Brady John Haran is an Australian-born British independent filmmaker and video journalist who is known for his educational videos and documentary films produced for BBC News and his YouTube channels, the most notable being Periodic Videos and Numberphile. Haran is also the co-host of the Hello Internet podcast along with fellow YouTuber CGP Grey. On August 22, 2017, Haran launched his second podcast, called The Unmade Podcast, and on November 11, 2018, he launched his third podcast, The Numberphile Podcast, based on his mathematics-centered channel of the same name.

The Bisset Hawkins Medal is a triennial award made by the Royal College of Physicians of London to acknowledge work done in the preceding ten years in advancing sanitary science or promoting public health. It is named after Dr Francis Bisset Hawkins (1796–1884), a distinguished London physician and is presented after the Harveian Oration.

Yadvinder Malhi Professor of Ecosystem Science at the University of Oxford

Yadvinder Singh Malhi is Professor of Ecosystem Science at the University of Oxford and a Jackson Senior Research Fellow at Oriel College, Oxford.

Holger Braunschweig

Holger Braunschweig, ML FRSC, is Head and Chair of Inorganic Chemistry at the Julius-Maximilians-University of Würzburg in Würzburg, Germany. He is best known for founding the field of transition metal-boron multiple bonding, the synthesis of the first stable compounds containing boron-boron and boron-oxygen triple bonds, the isolation of the first non-carbon/nitrogen main-group dicarbonyl, and the first fixation of dinitrogen at an element of the p-block of the periodic table. By modifying a strategy pioneered by Prof. Gregory Robinson of the University of Georgia, Braunschweig also discovered the first rational and high-yield synthesis of neutral compounds containing boron-boron double bonds (diborenes). In 2016 Braunschweig isolated the first compounds of beryllium in the oxidation state of zero.

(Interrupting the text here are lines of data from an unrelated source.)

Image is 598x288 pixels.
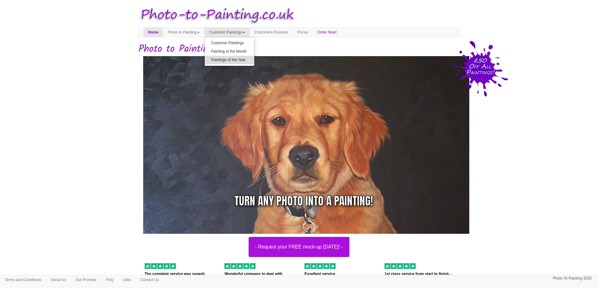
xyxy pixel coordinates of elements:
button: - Request your FREE mock-up [DATE]! - [249,237,350,257]
a: Customers Reviews [250,28,293,37]
a: Jobs [118,276,136,285]
div: Turn any photo into a painting! [234,193,373,209]
a: Prices [293,28,313,37]
img: 5 of out 5 stars [304,264,336,269]
a: - Request your FREE mock-up [DATE]! - [134,56,465,257]
a: Contact Us [136,276,164,285]
a: Home [143,28,163,37]
p: The complete service was superb from… [145,271,215,284]
img: 50 pound price drop [452,41,508,97]
img: 5 of out 5 stars [385,264,416,269]
a: Photo to Painting [163,28,204,37]
a: Our Promise [71,276,101,285]
img: 5 of out 5 stars [145,264,176,269]
img: Photo to Painting [135,3,296,27]
a: Customer Paintings [205,39,254,47]
a: Order Now! [313,28,341,37]
p: Excellent service [304,271,375,278]
img: dog.jpg [143,56,474,240]
p: Wonderful company to deal with [224,271,295,278]
h1: Photo to Painting [138,44,460,55]
a: About Us [46,276,71,285]
img: 5 of out 5 stars [224,264,256,269]
p: Photo To Painting 2025 [553,276,592,282]
p: 1st class service from start to finish… [385,271,455,278]
a: Painting of the Month [205,47,254,56]
a: Paintings of the Year [205,56,254,64]
a: FAQ [101,276,118,285]
a: Customer Paintings [204,28,250,37]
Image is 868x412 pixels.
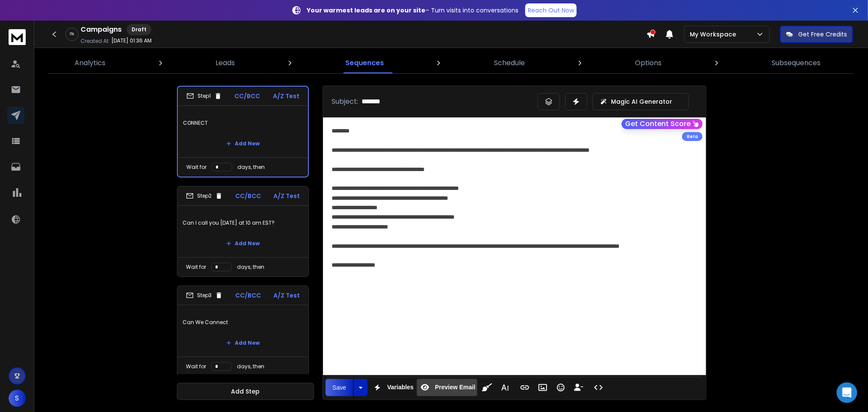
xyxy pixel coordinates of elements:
span: Preview Email [433,384,477,391]
a: Sequences [340,52,389,73]
li: Step1CC/BCCA/Z TestCONNECTAdd NewWait fordays, then [177,86,309,178]
button: Variables [369,380,416,396]
div: Step 1 [187,92,222,100]
p: Subject: [332,97,358,107]
button: S [9,390,26,407]
div: Beta [682,132,703,141]
button: Save [326,380,353,396]
p: Wait for [186,264,206,271]
p: 0 % [70,32,74,37]
p: Get Free Credits [799,30,847,38]
p: Wait for [187,164,206,171]
p: CONNECT [183,111,303,135]
p: A/Z Test [274,192,300,200]
p: Leads [216,58,235,68]
p: Wait for [186,363,206,370]
button: Add Step [177,383,314,400]
div: Open Intercom Messenger [837,382,858,403]
p: Options [635,58,662,68]
img: logo [9,30,26,45]
h1: Campaigns [80,24,122,35]
p: Analytics [74,58,105,68]
div: Step 2 [186,192,223,200]
p: Reach Out Now [528,6,574,15]
a: Options [630,52,667,73]
p: Sequences [345,58,384,68]
p: – Turn visits into conversations [307,6,518,15]
button: Emoticons [553,380,569,396]
a: Schedule [489,52,530,73]
p: CC/BCC [235,192,261,200]
button: Get Content Score [622,119,703,129]
div: Draft [127,24,151,35]
p: My Workspace [690,30,740,38]
p: Created At: [80,38,110,44]
button: Magic AI Generator [593,93,689,110]
p: days, then [237,164,265,171]
p: days, then [237,264,265,271]
p: Can We Cannect [183,311,303,334]
button: Code View [591,380,607,396]
strong: Your warmest leads are on your site [307,6,426,15]
li: Step3CC/BCCA/Z TestCan We CannectAdd NewWait fordays, then [177,286,309,377]
button: Insert Image (Ctrl+P) [535,380,551,396]
div: Step 3 [186,292,223,300]
button: Add New [220,235,266,253]
button: Insert Link (Ctrl+K) [517,380,533,396]
button: Add New [220,334,266,352]
p: CC/BCC [235,292,261,300]
button: Get Free Credits [780,26,853,43]
li: Step2CC/BCCA/Z TestCan I call you [DATE] at 10 am EST?Add NewWait fordays, then [177,186,309,277]
button: Add New [220,135,266,152]
a: Leads [211,52,240,73]
button: Clean HTML [479,380,496,396]
span: Variables [386,384,416,391]
a: Reach Out Now [525,4,577,17]
p: A/Z Test [273,92,299,100]
p: Can I call you [DATE] at 10 am EST? [183,211,303,235]
button: Insert Unsubscribe Link [571,380,587,396]
p: Schedule [494,58,525,68]
a: Analytics [69,52,111,73]
p: days, then [237,363,265,370]
p: Subsequences [772,58,821,68]
p: CC/BCC [235,92,260,100]
p: A/Z Test [274,292,300,300]
a: Subsequences [767,52,826,73]
button: Preview Email [417,380,477,396]
p: [DATE] 01:36 AM [111,38,152,44]
p: Magic AI Generator [611,97,673,106]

Christopher Roland Somerville is a Canadian-American biologist known as a pioneer of Arabidopsis thaliana research. His interest in A. thaliana was partly stimulated by a review article written by George Rédei. He majored in Mathematics and completed a PhD in Genetics at the University of Alberta, and then did postdoctoral research in the laboratory of William Ogren before serving as a faculty member at U. Alberta and Michigan State University. Somerville directed the Department of Plant Science at the Carnegie Institution for Science at Stanford University and then the Energy Biosciences Institute at the University of California, Berkeley. He retired from the UC Berkeley faculty in 2017. He was also co-founder and Executive Chairman of Mendel Biotechnology, Inc. and a co-founder of Poetic Genetics, LS9, Inc, and Redleaf, Inc. Somerville was awarded the Balzan Prize together with Elliot Meyerowitz in 2006 for his work developing the small mustard plant or A. thaliana as a model.

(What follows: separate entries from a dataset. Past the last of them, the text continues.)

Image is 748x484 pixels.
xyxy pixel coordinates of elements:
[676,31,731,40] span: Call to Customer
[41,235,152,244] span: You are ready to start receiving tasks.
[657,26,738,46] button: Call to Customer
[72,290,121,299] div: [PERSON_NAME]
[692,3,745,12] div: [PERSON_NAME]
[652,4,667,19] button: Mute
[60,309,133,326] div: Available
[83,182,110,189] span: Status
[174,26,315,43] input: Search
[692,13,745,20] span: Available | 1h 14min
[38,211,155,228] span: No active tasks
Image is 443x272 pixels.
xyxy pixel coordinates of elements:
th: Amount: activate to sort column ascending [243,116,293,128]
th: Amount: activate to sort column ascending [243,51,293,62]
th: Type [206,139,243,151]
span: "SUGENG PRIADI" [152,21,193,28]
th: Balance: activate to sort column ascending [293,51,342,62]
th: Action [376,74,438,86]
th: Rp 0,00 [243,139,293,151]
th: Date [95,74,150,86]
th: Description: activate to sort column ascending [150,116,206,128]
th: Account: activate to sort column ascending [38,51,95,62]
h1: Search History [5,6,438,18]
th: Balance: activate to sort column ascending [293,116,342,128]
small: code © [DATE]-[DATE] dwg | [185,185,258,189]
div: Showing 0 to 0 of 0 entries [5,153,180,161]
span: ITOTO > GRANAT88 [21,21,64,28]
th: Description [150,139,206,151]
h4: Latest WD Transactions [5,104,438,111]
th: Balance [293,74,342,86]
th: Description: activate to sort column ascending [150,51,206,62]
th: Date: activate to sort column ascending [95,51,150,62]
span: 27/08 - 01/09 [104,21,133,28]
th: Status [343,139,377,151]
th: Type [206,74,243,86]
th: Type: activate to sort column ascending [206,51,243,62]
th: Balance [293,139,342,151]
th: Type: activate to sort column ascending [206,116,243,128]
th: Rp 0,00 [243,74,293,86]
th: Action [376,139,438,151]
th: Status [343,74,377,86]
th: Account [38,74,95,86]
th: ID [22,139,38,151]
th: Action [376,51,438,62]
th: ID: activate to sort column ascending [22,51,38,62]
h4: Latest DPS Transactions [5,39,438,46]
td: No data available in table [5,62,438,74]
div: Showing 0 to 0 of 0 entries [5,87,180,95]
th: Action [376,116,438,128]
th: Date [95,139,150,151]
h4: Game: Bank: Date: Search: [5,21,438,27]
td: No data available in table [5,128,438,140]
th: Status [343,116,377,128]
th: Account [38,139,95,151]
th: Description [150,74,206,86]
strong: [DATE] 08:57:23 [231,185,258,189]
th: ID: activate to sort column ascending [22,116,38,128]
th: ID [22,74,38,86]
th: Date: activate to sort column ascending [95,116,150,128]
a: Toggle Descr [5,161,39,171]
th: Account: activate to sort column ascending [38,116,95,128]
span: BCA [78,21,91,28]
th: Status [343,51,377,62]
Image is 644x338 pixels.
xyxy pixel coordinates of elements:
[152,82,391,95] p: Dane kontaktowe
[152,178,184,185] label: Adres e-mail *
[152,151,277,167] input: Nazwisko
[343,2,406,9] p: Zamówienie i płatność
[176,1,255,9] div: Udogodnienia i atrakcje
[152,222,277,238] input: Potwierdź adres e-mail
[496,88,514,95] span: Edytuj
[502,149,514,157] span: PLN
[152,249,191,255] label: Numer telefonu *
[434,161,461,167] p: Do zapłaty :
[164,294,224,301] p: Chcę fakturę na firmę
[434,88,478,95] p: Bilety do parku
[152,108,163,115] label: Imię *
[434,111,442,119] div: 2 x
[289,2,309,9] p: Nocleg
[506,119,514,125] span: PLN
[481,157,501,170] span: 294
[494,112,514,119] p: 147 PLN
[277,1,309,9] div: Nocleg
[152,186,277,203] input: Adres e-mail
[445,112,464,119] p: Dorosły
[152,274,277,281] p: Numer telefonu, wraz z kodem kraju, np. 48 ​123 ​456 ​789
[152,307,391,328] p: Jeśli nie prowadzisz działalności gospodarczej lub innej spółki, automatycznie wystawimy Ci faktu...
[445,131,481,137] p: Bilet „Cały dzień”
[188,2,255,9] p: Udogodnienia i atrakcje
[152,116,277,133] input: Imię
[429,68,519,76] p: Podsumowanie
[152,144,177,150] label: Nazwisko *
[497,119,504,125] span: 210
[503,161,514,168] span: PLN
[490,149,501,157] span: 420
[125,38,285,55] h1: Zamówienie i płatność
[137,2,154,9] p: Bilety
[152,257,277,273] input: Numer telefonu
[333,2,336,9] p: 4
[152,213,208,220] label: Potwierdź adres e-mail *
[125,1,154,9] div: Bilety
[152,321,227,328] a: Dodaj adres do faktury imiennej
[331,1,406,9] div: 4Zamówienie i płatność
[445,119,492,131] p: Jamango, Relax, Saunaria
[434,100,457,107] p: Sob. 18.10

David A. Scheinberg, M.D., Ph.D. is a physician, scientist, drug developer, and entrepreneur, who is currently Vincent Astor Chair, and Chairman of the Molecular Pharmacology Program at Memorial Sloan Kettering Cancer Center (MSK). He is a pioneer and inventor of targeted alpha particle therapies and alpha particle generators for use in patients with cancer.

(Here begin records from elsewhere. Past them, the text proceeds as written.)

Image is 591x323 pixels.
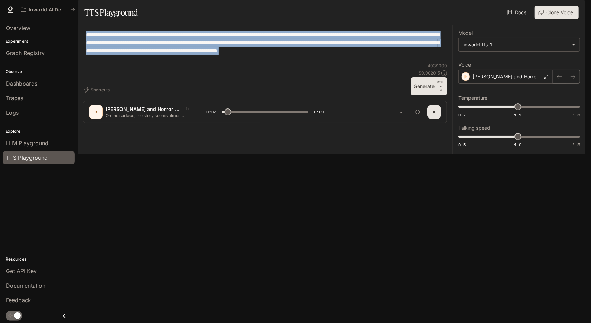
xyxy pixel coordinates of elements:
div: inworld-tts-1 [464,41,569,48]
p: Talking speed [459,125,491,130]
span: 0:29 [314,108,324,115]
span: 0:02 [206,108,216,115]
button: Download audio [394,105,408,119]
p: ⏎ [438,80,445,93]
h1: TTS Playground [85,6,138,19]
p: Inworld AI Demos [29,7,68,13]
p: 403 / 1000 [428,63,447,69]
p: CTRL + [438,80,445,88]
p: Temperature [459,96,488,100]
p: [PERSON_NAME] and Horror Storyteller [106,106,182,113]
p: $ 0.002015 [419,70,440,76]
span: 1.1 [514,112,522,118]
p: Model [459,30,473,35]
p: Voice [459,62,471,67]
button: Inspect [411,105,425,119]
button: Copy Voice ID [182,107,192,111]
span: 1.0 [514,142,522,148]
button: All workspaces [18,3,78,17]
p: [PERSON_NAME] and Horror Storyteller [473,73,542,80]
button: Clone Voice [535,6,579,19]
button: GenerateCTRL +⏎ [411,77,447,95]
span: 1.5 [573,142,580,148]
p: On the surface, the story seems almost absurd. Why would a humble cook face one of the most grote... [106,113,193,118]
span: 0.7 [459,112,466,118]
span: 1.5 [573,112,580,118]
span: 0.5 [459,142,466,148]
div: D [90,106,102,117]
div: inworld-tts-1 [459,38,580,51]
a: Docs [506,6,529,19]
button: Shortcuts [83,84,113,95]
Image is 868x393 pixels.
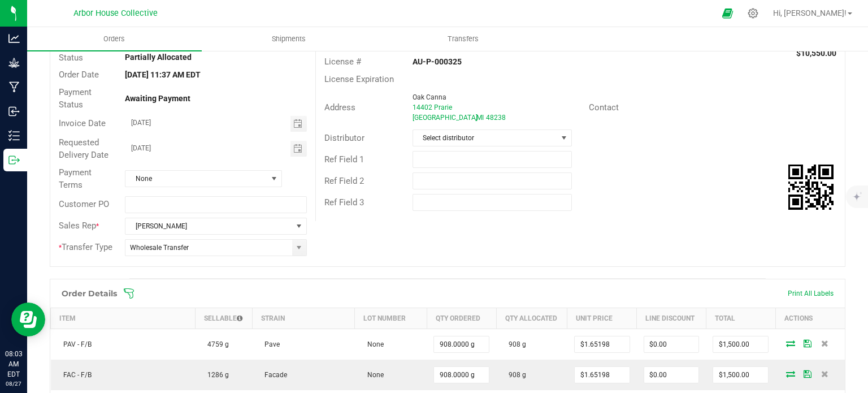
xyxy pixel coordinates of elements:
input: 0 [434,367,489,383]
div: Manage settings [747,8,760,19]
span: Toggle calendar [290,141,307,156]
th: Strain [252,308,355,328]
span: Facade [259,371,287,379]
span: Select distributor [413,130,557,146]
span: 48238 [486,113,506,121]
strong: $10,550.00 [797,49,837,58]
strong: [DATE] 11:37 AM EDT [125,70,200,79]
inline-svg: Grow [9,57,20,68]
input: 0 [644,336,700,352]
span: Toggle calendar [290,116,307,132]
th: Item [51,308,195,328]
span: Ref Field 2 [325,176,364,186]
iframe: Resource center [12,302,45,336]
span: Shipments [257,34,322,44]
input: 0 [714,336,768,352]
span: 908 g [503,371,527,379]
span: 14402 Prarie [412,104,453,111]
span: None [125,171,268,187]
span: Delete Order Detail [816,371,834,377]
span: None [362,340,384,348]
span: Address [325,103,356,112]
span: [GEOGRAPHIC_DATA] [412,113,478,121]
p: 08/27 [5,379,22,388]
span: 1286 g [201,371,229,379]
span: FAC - F/B [58,371,92,379]
th: Qty Ordered [427,308,497,328]
span: License # [325,57,362,66]
span: None [362,371,384,379]
span: Status [59,53,83,63]
span: Transfer Type [59,242,112,252]
inline-svg: Manufacturing [9,81,20,93]
inline-svg: Outbound [9,154,20,165]
span: 908 g [503,340,527,348]
th: Qty Allocated [497,308,568,328]
strong: Partially Allocated [125,53,192,62]
span: MI [477,113,484,121]
span: License Expiration [325,74,394,84]
a: Shipments [201,27,376,51]
span: , [475,113,477,121]
span: Oak Canna [412,93,447,102]
span: PAV - F/B [58,340,92,348]
input: 0 [575,336,629,352]
strong: Awaiting Payment [125,94,191,103]
span: Save Order Detail [800,371,816,377]
inline-svg: Inventory [9,130,20,142]
span: Sales Rep [59,221,96,231]
span: 4759 g [201,340,229,348]
span: Payment Status [59,87,92,110]
th: Line Discount [637,308,707,328]
span: Transfers [432,34,495,44]
input: 0 [644,367,700,383]
strong: AU-P-000325 [412,57,462,66]
a: Transfers [376,27,550,51]
span: [PERSON_NAME] [125,218,291,234]
inline-svg: Analytics [9,33,20,44]
h1: Order Details [62,289,117,298]
inline-svg: Inbound [9,106,20,117]
span: Order Date [59,69,99,80]
span: Pave [259,340,280,348]
span: Contact [589,103,619,112]
span: Customer PO [59,199,109,209]
span: Orders [88,34,140,44]
span: Ref Field 3 [325,197,364,207]
span: Save Order Detail [800,340,816,347]
a: Orders [27,27,201,51]
th: Lot Number [355,308,427,328]
input: 0 [714,367,768,383]
span: Ref Field 1 [325,154,364,164]
p: 08:03 AM EDT [5,349,22,379]
span: Open Ecommerce Menu [716,2,741,24]
th: Unit Price [568,308,637,328]
th: Total [706,308,776,328]
img: Scan me! [789,164,834,210]
span: Invoice Date [59,118,106,128]
span: Requested Delivery Date [59,138,108,160]
input: 0 [434,336,489,352]
qrcode: 00000092 [789,164,834,210]
th: Actions [776,308,846,328]
span: Delete Order Detail [816,340,834,347]
input: 0 [575,367,629,383]
span: Hi, [PERSON_NAME]! [773,9,846,18]
span: Distributor [325,133,365,143]
th: Sellable [195,308,252,328]
span: Arbor House Collective [73,9,157,19]
span: Payment Terms [59,167,92,191]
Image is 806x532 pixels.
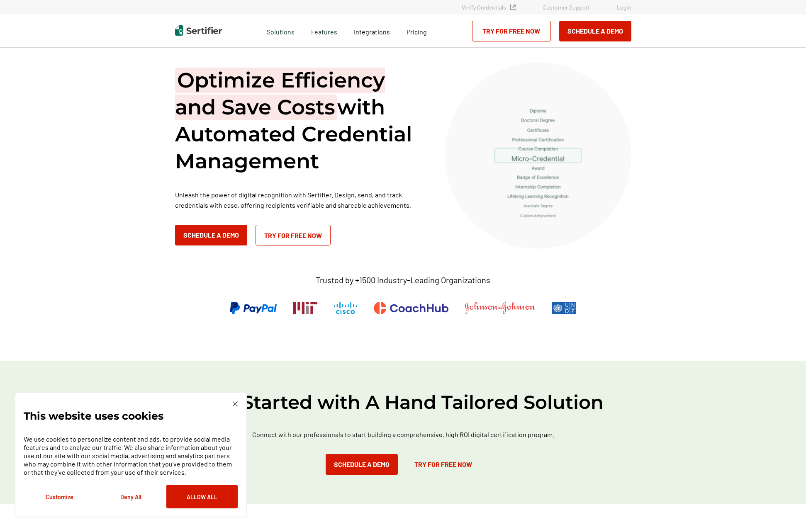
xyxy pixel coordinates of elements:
[175,225,247,245] button: Schedule a Demo
[354,26,390,36] a: Integrations
[175,67,424,175] h1: with Automated Credential Management
[406,26,427,36] a: Pricing
[167,485,238,508] button: Allow All
[294,302,317,315] img: Massachusetts Institute of Technology
[232,402,238,406] img: Cookie Popup Close
[543,3,590,11] a: Customer Support
[24,485,95,508] button: Customize
[230,302,277,315] img: PayPal
[461,3,516,11] a: Verify Credentials
[334,302,357,315] img: Cisco
[465,302,535,315] img: Johnson & Johnson
[267,26,294,36] span: Solutions
[406,28,427,36] span: Pricing
[311,26,337,36] span: Features
[523,205,553,208] g: Associate Degree
[326,454,398,475] button: Schedule a Demo
[95,485,167,508] button: Deny All
[559,21,631,41] button: Schedule a Demo
[175,25,222,36] img: Sertifier | Digital Credentialing Platform
[552,302,576,315] img: UNDP
[406,454,480,475] a: Try for Free Now
[256,225,331,245] a: Try for Free Now
[510,5,516,10] img: Verified
[24,412,164,420] p: This website uses cookies
[175,190,424,211] p: Unleash the power of digital recognition with Sertifier. Design, send, and track credentials with...
[175,68,385,120] span: Optimize Efficiency and Save Costs
[374,302,449,315] img: CoachHub
[154,390,652,414] h2: Get Started with A Hand Tailored Solution
[24,435,238,476] p: We use cookies to personalize content and ads, to provide social media features and to analyze ou...
[354,28,390,36] span: Integrations
[617,3,631,11] a: Login
[229,429,578,440] p: Connect with our professionals to start building a comprehensive, high ROI digital certification ...
[316,275,491,285] p: Trusted by +1500 Industry-Leading Organizations
[472,21,551,41] a: Try for Free Now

Roger Jay Phillips is an American geophysicist, planetary scientist, and professor emeritus at the Washington University in St. Louis. His research interests include the geophysical structure of planets, and the use of radar and gravity to investigate the surfaces and interiors of the planets.

References

  1. "Fellows of the Royal Society", Royal Society. "Fellowship from 1660 onwards" (xlsx file on Google Docs via the Royal Society)
  2. "Sir Michael Brady FMedSci FREng FRS". London: Royal Society. Archived from the original on 2015-11-17.
  3. Shampo, Marc A.; Kyle, Robert A.; Steensma, David P. (2011). "Charles K. Kao—Father of Fiber Optics". Mayo Clinic Proceedings. 86 (8): e45. doi:10.4065/mcp.2011.0363. ISSN   0025-6196. PMC   3146387 Lock-green.svg. PMID   21919227.
  4. Meinwald, J. (2011). "Thomas Eisner (1929-2011)". Science. 332 (6029): 549–549. Bibcode:2011Sci...332..549M. doi:10.1126/science.1206758. ISSN   0036-8075. PMID   21527705.